Anyway I was having a quick squint at the videos (…which are all excellent and great scenery!) and was minded of a map. It belongs to Dumfries Museum and is a bit modern for us…but they wanted it copied. Not sure that there are any names that you will not have but it should be fun if you are down that way. I think they were done for an archeological dig of some sort. Please use for study only and not for reproduction.
On your questions…
Yes we also had a look at Port Cheek. I started off by thinking that it was a Port Check or a place where the customs boys could have stood to tax any incoming material landed on the peninsula. Graham pointed out my mistake but actually this could have been what it actually was. “Cheek” in this instance is the “cheek” of a dyke…the bit of walling that abuts the gatepost…so we think that this was indeed a barrier/gate of some sort which would have been manned to cut down the smuggling.

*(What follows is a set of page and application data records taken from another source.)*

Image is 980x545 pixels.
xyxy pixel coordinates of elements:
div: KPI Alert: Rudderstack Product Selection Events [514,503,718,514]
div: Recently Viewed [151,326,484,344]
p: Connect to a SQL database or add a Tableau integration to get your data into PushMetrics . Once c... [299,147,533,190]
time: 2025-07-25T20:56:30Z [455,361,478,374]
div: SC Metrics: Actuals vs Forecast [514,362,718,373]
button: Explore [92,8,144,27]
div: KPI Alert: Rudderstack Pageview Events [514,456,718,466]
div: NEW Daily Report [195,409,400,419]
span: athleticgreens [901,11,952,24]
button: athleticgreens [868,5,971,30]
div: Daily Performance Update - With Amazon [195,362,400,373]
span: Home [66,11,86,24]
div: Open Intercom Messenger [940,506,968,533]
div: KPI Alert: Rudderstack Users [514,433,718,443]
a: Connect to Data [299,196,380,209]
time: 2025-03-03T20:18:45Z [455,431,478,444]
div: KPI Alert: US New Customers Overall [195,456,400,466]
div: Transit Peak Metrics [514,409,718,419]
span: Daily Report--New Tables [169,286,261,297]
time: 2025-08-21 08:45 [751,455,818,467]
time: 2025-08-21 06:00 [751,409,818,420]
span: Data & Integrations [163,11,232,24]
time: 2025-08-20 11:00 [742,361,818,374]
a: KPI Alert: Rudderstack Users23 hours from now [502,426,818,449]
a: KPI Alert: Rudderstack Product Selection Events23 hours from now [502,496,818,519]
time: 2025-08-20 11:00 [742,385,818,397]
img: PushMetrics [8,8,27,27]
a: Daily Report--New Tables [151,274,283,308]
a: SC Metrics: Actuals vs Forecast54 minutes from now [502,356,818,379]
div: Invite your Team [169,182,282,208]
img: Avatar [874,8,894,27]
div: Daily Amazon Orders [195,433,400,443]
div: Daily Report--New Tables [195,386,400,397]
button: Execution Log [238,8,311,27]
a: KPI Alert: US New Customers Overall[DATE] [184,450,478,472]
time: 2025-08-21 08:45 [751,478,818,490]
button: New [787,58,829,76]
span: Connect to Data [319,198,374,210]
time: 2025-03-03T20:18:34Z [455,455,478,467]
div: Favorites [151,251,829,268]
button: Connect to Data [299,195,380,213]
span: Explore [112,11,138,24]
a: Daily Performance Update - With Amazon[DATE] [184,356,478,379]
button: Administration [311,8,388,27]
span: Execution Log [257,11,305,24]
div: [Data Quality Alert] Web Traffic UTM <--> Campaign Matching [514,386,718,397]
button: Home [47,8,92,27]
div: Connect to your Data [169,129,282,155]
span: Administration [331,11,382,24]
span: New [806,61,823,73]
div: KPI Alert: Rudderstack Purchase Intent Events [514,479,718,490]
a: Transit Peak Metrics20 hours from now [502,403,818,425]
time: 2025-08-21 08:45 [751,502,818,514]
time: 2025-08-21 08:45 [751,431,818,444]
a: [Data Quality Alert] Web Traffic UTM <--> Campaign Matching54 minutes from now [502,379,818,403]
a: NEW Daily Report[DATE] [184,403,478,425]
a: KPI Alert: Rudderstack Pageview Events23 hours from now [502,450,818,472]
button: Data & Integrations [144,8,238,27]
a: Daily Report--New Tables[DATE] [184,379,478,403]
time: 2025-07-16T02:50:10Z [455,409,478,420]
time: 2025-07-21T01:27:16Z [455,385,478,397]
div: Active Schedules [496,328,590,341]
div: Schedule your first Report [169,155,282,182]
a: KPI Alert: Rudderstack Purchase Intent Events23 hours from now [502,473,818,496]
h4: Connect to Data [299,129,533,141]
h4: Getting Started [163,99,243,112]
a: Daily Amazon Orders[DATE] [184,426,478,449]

By the time the road was changed (to the darker red one) smuggling was not so prevalent(???) and the gate no longer required at that point. The new road would have been post 1786 when Gillone would have been hired by Lord Daer who was organising the roads in the area at the time. This leads me to believe the map was slightly earlier than this…but Graham thinks it later…and the new road added as and when.
I have also had a go at reading the ?abies…and also failed! …but is there only one letter?
I presume that a watch was kept on Watch Hill…but it does not perhaps need a tower. A stand for a beacon or bonfire would have sufficed…but not sure what a watch was kept for… smugglers, shipwrecks, Norse invaders…who knows?